I've been having a lot of fun with Java lately, the maturity of the language/implementation and libraries allows me to focus on the actual problem I'm solving in ways no other language can currently match.
What I love most about C is the fact that it doesn't talk down to me no matter what crazy ideas I come up with. It's therapeutic for me, reminds me why I started writing code in the first place.
I realize that's also what many hate about it, the fact that it gives other people freedoms they would never trust themselves with.
What does competence have to do with anything here?
Certain people are not fit to be leaders, because they have abusive personality disorders; unfortunately many of them currently are in leadership positions.
Why do people say Rust follows the tradition of C++? Rust follows very different design decisions than C++ like a different approach to backwards compatibility, it does not tack on one feature on top of another, it is memory safe etc that are very different from C++. If you are just comparing the size of language, there are other complex languages out there like D, Ada etc
> Why do people say Rust follows the tradition of C++?
They mean the domain that Rust is in.
Before Rust there was only C or C++ for real time programming. C++ was an experiment (wildly successful IMO when I left it in 2001) trying to address the shortcomings of C. It turned out that too much of everything was in C++, long compile times, a manual several inches thick, huge executables. Some experiments turned out not to be a good idea (exceptions, multiple inheritance, inheritance from concrete classes....)
Rust is a successor in that sense. It draws on the lessons of C++ and functional programming.
I hope I live long enough to see the next language in this sequence that learns form the mistakes of Rust (there are a few, and it will take some more years to find them all)
Some of C++'s warts are still available in Rust, though, such as long compile times. Additionally it encourages using a lot of dependencies, too, just like npm does.
Anyways, I dislike C++, it is too bloated and I would rather just use C.
It was no experiment at all, it was Bjarne Stroustroup way to never ever repeat his downgrade experience from Simula to BCPL, after he started working at Bell Labs and was originally going to have to write a distributed systems infrastructure in C.
Also there have been alternatives to C and C++, even if they tend to be ignored by most folks.
The one big (and IMHO most problematic) thing that Rust and C++ have in common is the desire to implement important core features via the stdlib instead of new language syntax. Also both C++ and Rust use RAII for 'garbage collection' and the 'zero-cost-abstraction promise' is the same, with the same downsides (low debug-mode runtime performance and high release-mode build times).
While I don’t disagree that there’s a similar desire regarding libraries vs syntax, Rust is also more willing to make things first class language features if there’s a benefit. Enums vs std::variant, for example.
And it's a balance act, both approaches to language design have merit.
That being said, I can't work with std::variant, and God knows I tried to like it. Rust's enums look a lot nicer by comparison, haven't had enough experience to run into potential rough edges which I'm sure are there.
For me the defining feature of C++ are its move semantics. It permeates every corner of your C++ code and affects every decision you make as a C++ developer.
Rust's defining feature is its borrow checker, which solves a similar problem as move semantics, but is more powerful and has saner defaults.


[Directions]: Nothing but a number is wanted here: the tally of lines in the material below that include "Image".

[Given records]:
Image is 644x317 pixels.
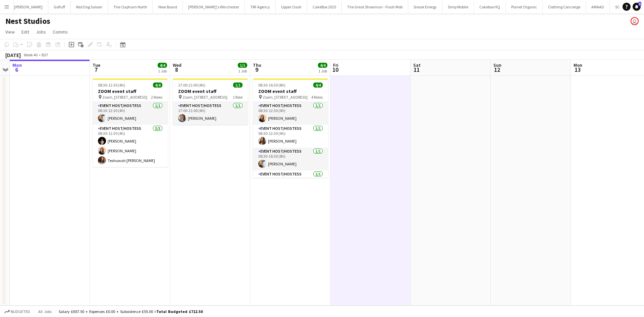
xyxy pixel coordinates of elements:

---

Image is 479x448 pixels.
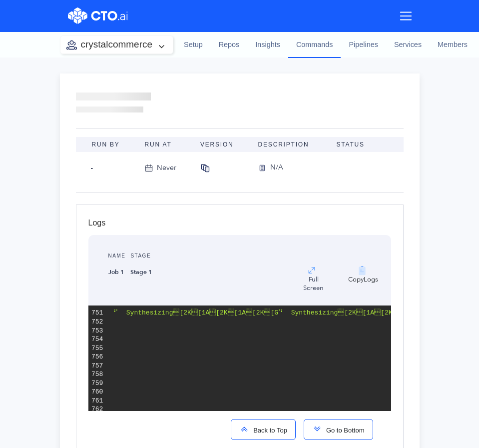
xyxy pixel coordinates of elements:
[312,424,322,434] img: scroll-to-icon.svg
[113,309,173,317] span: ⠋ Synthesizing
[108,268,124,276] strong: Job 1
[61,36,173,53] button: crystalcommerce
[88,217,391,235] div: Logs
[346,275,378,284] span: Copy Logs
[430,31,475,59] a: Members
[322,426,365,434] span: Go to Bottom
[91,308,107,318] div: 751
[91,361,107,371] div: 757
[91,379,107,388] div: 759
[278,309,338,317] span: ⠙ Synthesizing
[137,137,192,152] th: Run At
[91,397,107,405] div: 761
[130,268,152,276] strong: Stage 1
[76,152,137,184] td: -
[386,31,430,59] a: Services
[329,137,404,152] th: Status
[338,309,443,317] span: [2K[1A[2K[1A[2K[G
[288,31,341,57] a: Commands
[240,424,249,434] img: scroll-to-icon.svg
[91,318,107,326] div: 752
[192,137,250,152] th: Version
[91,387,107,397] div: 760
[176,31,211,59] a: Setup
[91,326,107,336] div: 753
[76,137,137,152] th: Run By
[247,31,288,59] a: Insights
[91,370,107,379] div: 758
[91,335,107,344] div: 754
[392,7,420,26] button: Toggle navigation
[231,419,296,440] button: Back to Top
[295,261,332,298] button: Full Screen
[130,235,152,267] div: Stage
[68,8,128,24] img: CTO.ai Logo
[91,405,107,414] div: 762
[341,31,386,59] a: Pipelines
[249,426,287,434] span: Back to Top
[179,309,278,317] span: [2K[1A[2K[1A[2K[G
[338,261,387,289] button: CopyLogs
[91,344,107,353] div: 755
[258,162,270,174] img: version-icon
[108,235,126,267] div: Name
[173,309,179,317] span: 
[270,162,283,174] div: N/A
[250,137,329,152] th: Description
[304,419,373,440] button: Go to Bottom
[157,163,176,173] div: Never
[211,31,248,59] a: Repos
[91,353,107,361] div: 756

[Written answer]: 2